After 46 days, the negotiations have reached a dead-lock. Mordecai will not even listen, let alone concede anything, and he threatens to kill the hostages if even one person steps onto Jezreeelite soil. It is now that crime reporter Molly Cates enters the scenario. She interviewed Mordecai once before and did not like the experience at all. Now, if she can possibly unearth more about Mordecai's past that the FBI can use as a lever in the negotiations, she may well be their last remaining hope. But she does have just five days time...
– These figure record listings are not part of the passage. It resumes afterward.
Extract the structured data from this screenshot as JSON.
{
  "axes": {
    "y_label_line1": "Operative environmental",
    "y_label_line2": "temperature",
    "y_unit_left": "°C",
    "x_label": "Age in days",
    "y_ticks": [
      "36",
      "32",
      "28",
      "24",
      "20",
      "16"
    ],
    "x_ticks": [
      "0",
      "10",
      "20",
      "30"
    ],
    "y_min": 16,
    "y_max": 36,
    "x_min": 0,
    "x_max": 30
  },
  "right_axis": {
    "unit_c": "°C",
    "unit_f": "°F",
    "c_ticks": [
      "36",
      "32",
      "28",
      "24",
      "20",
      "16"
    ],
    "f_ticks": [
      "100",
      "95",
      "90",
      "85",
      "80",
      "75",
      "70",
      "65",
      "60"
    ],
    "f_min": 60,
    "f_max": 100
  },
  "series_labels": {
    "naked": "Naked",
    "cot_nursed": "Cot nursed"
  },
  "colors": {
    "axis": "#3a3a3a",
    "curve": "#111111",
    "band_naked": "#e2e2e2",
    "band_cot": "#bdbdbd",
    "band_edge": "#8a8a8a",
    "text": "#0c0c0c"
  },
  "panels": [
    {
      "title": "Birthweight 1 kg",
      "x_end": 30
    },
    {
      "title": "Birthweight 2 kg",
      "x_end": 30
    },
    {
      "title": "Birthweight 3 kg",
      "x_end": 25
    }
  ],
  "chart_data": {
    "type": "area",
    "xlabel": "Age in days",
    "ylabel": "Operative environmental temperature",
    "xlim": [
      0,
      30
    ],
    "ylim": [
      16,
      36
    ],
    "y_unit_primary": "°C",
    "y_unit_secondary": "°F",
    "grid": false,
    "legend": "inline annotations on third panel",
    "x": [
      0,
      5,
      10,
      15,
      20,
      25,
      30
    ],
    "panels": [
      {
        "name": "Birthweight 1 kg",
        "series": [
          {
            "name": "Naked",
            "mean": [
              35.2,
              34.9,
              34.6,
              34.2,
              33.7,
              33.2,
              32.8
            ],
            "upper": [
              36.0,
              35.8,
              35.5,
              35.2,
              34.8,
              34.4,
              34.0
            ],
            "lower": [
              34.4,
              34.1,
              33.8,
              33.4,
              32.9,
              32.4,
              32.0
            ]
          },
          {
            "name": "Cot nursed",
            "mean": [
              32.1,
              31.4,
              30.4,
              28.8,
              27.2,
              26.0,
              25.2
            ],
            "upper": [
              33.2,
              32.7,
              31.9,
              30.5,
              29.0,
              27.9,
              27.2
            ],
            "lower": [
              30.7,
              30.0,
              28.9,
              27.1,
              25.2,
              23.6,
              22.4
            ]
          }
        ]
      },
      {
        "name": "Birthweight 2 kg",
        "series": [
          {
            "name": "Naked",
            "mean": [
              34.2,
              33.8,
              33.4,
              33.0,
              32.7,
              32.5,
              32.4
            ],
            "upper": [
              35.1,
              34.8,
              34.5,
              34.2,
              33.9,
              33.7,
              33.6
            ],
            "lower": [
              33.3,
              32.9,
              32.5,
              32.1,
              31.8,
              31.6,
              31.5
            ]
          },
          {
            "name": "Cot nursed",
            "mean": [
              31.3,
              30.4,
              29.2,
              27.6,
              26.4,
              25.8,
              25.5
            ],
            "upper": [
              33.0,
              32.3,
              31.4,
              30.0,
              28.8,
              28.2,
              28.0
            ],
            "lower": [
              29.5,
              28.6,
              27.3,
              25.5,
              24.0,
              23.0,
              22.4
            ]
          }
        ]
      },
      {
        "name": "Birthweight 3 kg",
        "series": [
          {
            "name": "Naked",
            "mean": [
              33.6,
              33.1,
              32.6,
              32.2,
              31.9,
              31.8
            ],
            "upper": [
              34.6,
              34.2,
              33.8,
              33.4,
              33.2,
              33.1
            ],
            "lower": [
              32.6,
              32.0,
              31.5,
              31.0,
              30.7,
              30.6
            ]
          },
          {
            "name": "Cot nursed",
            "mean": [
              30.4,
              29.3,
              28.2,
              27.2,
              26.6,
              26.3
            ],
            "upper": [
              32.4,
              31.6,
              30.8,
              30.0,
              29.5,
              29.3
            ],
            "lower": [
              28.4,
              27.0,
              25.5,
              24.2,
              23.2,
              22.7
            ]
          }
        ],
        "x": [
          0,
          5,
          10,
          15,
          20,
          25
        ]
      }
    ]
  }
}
This is an excellent thriller. There's nothing particularly wonderful about Willis Walker's prose-style - it tends towards the pedestrian, the very normal; it certainly doesn't sing - or anything riveting about protagonist Molly Cates - she is real and human, but there isn't a great deal save from her humanity and stubbornness to make her stand out from many other gutsy female protagonists - but this is still one terrific thriller, which definitely deserves to be more widely read. It's intelligent and though-provoking (but not too much) and tackles well issues of religion and faith and religious mania, as well as having some snappy dialogue and a cracker of a plot. It marries three elements absolutely brilliantly: cults, hostage negotiating, and good old investigating. The Prophet Samuel Mordecai is a particularly delicious villain, chilling and, of course, mad, as well as having a brilliant name. Mordecai. Mordecai. My, i could just roll that one about on my tongue for ages. Isn't it just great?

Anyway...Under the Beetle's Cellar is a tense, suspenseful thriller with a dramatic and moving conclusion that does not disappoint. In terms of plot, you'll notice that this book is strikingly similar to Jeffery Deaver's brilliant A Maiden's Grave, (group of children of a bus kidnapped and held hostage), which was published in the same year. But, this book still retains some very original, different elements which make it another must-read thriller.